That was objectionable enough. But Tarek found himself watching Anya. At the way she lowered her gaze and threaded her fingers together in her lap, as if she was trying to calm herself down. Or as if her father had not merely made himself look foolish, but had hurt her in some way.
Unacceptable,Tarek thought.
“I wouldn’t call Anya a real doctor,” her father said with a sniff. “There is such a thing as a waste of a medical degree. And for what? To wear pretty dresses and play Cinderella games? What a travesty.”
Nur drew back, appalled. Anya’s chin was set, her gaze still on her hands in her lap.
Tarek found he’d had enough.
“You forget yourself,” he said softly from his place at the head of the table. Though he did not project his voice on the length of it, he knew that the rest of his family heard him.
A stillness fell over the room.
The doctor was staring at Tarek. “I beg your pardon?”
“It is denied,” Tarek retorted. He leaned forward in his chair. “I do not know where it is you imagine you are, but let me enlighten you. This is the kingdom of Alzalam.Mykingdom, which I have bled to defend.” There was a chorus of cheers at that, startling the older man. “You are sitting at my table. The woman you insult will be my wife the day after tomorrow. Men have died for lesser insults.”
There was more murmuring down the length of the table, rumbles of support from his family.
But Anya’s father only blinked at him. “Anya would be the first to tell you that she hasn’t quite lived up to expectations. She was raised to make a difference, not to...”
“Not to what?” Tarek asked.
Dangerously.
He shouldn’t have been doing this, he knew. Not because there was any weakness in a man defending his woman—quite the opposite. A man who did not happily and thoroughly defend his woman, in Tarek’s opinion, was no man at all. But because Anya would likely not thank him for complicating her family affairs.
But it was too late.
“Preston,” said the man’s wife, fluttering helplessly beside him. “You haven’t even touched your food.”
“Don’t insert yourself into things you don’t understand, Charisma,” he replied in a cutting tone that made his wife—and daughter—flinch. “The adults are talking.”
“Dad,” Anya said then, in a fierce undertone. “This is not the time or the place.”
“My daughter is a smart girl,” the doctor said, glaring at Tarek. “I had high hopes that she might lead with her intellect. Make the right choices. But instead, this spectacle.” He shook his head and looked at Anya. Pityingly, Tarek was astonished to note. “I told you what would happen if you joined that traveling aid organization. I even dared to hope that prison might get your head on straight for a change.”
Anya shook her head at him. “You say that as if you were actually aware that I was in a dungeon all that time. I was under the impression you were maintaining plausible deniability so as not to make golf at the club too awkward.”
“Of course I knew you were in prison, Anya,” her father snapped at her. “I can hardly avoid camera crews on my front lawn. What I don’t understand is how you could come out of an experience like that and decide to make your life even less intelligible. What do you intend to do? Sit on a throne as you while your days away? Useless in every regard?”
Tarek did not like the way that Anya flushed at that, flashing a look at her stepmother. He remembered what she’d told him. That her stepmothers were allowed to be pretty and useless while she was meant to be smart. And it was clearly a downgrade to move from one column to the other.
“You will stop speaking, now,” he decreed, and though the older man’s eyes widened as if he planned to sputter out his indignation, he didn’t make a sound. Like the coward he clearly was. “I will not bar you from your daughter’s wedding, but one more word and I will have you deported.”
Nur, sitting across from the Americans, did not applaud. Neither did her husband. But down the table, their other half siblings were not so circumspect.
“Tarek,” Anya murmured. “Please.”
Tarek kept his gaze trained on the man before him. The man who’d put shadows on his bride’s face on what should have been a joyous occasion. More than once.
This was unforgivable as far as he was concerned.
“You and I know the truth, do we not?” Tarek did not look at Nur when she made a soft sound of agreement. Or at Anya, though he could sense her tension. “Your daughter is smart. Far smarter than you, evidently, which I imagine has scared you from the start. You wanted to control her, but you couldn’t. And now look at you. A tiny little rooster of a man, prancing around a palace and acting as if it is his very own barnyard. It is not. I am a king. You are a doctor whose worth lies only in the steadiness of his hands. And your daughter has saved countless lives and will now save more in a different role, because that is real power. Not ego—”
The older man opened his mouth.
Tarek lifted a brow. “I do not make idle threats.”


(How to complete this task) Reproduce all entries word for word.

(Data records)
>>

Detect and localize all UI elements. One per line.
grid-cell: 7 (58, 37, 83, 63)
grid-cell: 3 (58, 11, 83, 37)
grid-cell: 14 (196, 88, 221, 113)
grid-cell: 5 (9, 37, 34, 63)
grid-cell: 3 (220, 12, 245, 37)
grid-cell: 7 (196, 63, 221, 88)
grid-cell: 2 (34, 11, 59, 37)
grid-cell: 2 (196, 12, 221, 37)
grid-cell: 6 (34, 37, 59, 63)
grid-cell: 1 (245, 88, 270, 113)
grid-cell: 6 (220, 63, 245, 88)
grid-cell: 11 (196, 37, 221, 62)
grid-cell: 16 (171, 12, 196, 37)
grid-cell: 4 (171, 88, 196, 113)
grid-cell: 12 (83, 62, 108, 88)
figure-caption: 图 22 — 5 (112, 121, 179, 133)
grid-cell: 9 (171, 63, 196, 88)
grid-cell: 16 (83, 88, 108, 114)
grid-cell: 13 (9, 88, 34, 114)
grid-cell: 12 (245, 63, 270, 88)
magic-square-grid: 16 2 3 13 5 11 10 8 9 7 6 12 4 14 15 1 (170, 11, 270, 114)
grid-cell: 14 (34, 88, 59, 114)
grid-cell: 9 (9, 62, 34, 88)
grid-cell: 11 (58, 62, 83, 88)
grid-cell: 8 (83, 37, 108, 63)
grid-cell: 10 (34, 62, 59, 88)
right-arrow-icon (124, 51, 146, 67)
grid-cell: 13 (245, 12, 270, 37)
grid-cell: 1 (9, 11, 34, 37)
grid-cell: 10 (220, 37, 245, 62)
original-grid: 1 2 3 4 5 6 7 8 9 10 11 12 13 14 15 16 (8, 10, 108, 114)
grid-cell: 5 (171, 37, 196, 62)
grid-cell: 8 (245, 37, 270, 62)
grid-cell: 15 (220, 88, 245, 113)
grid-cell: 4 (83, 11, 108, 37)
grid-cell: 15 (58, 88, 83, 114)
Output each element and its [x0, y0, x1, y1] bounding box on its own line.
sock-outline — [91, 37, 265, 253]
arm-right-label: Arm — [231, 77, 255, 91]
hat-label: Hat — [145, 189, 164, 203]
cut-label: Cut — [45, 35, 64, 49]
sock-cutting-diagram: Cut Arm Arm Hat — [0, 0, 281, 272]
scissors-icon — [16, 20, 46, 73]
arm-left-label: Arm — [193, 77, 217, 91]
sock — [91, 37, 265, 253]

<<

(Your response)
Detect and localize all UI elements. One per line.
grid-cell: 7 (58, 37, 83, 63)
grid-cell: 3 (58, 11, 83, 37)
grid-cell: 14 (196, 88, 221, 113)
grid-cell: 5 (9, 37, 34, 63)
grid-cell: 3 (220, 12, 245, 37)
grid-cell: 7 (196, 63, 221, 88)
grid-cell: 2 (34, 11, 59, 37)
grid-cell: 2 (196, 12, 221, 37)
grid-cell: 6 (34, 37, 59, 63)
grid-cell: 1 (245, 88, 270, 113)
grid-cell: 6 (220, 63, 245, 88)
grid-cell: 11 (196, 37, 221, 62)
grid-cell: 16 (171, 12, 196, 37)
grid-cell: 4 (171, 88, 196, 113)
grid-cell: 12 (83, 62, 108, 88)
figure-caption: 图 22 — 5 (112, 121, 179, 133)
grid-cell: 9 (171, 63, 196, 88)
grid-cell: 16 (83, 88, 108, 114)
grid-cell: 13 (9, 88, 34, 114)
grid-cell: 12 (245, 63, 270, 88)
magic-square-grid: 16 2 3 13 5 11 10 8 9 7 6 12 4 14 15 1 (170, 11, 270, 114)
grid-cell: 14 (34, 88, 59, 114)
grid-cell: 9 (9, 62, 34, 88)
grid-cell: 11 (58, 62, 83, 88)
grid-cell: 8 (83, 37, 108, 63)
grid-cell: 10 (34, 62, 59, 88)
right-arrow-icon (124, 51, 146, 67)
grid-cell: 13 (245, 12, 270, 37)
grid-cell: 1 (9, 11, 34, 37)
grid-cell: 10 (220, 37, 245, 62)
original-grid: 1 2 3 4 5 6 7 8 9 10 11 12 13 14 15 16 (8, 10, 108, 114)
grid-cell: 5 (171, 37, 196, 62)
grid-cell: 8 (245, 37, 270, 62)
grid-cell: 15 (220, 88, 245, 113)
grid-cell: 4 (83, 11, 108, 37)
grid-cell: 15 (58, 88, 83, 114)
Output each element and its [x0, y0, x1, y1] bounding box on its own line.
sock-outline — [91, 37, 265, 253]
arm-right-label: Arm — [231, 77, 255, 91]
hat-label: Hat — [145, 189, 164, 203]
cut-label: Cut — [45, 35, 64, 49]
sock-cutting-diagram: Cut Arm Arm Hat — [0, 0, 281, 272]
scissors-icon — [16, 20, 46, 73]
arm-left-label: Arm — [193, 77, 217, 91]
sock — [91, 37, 265, 253]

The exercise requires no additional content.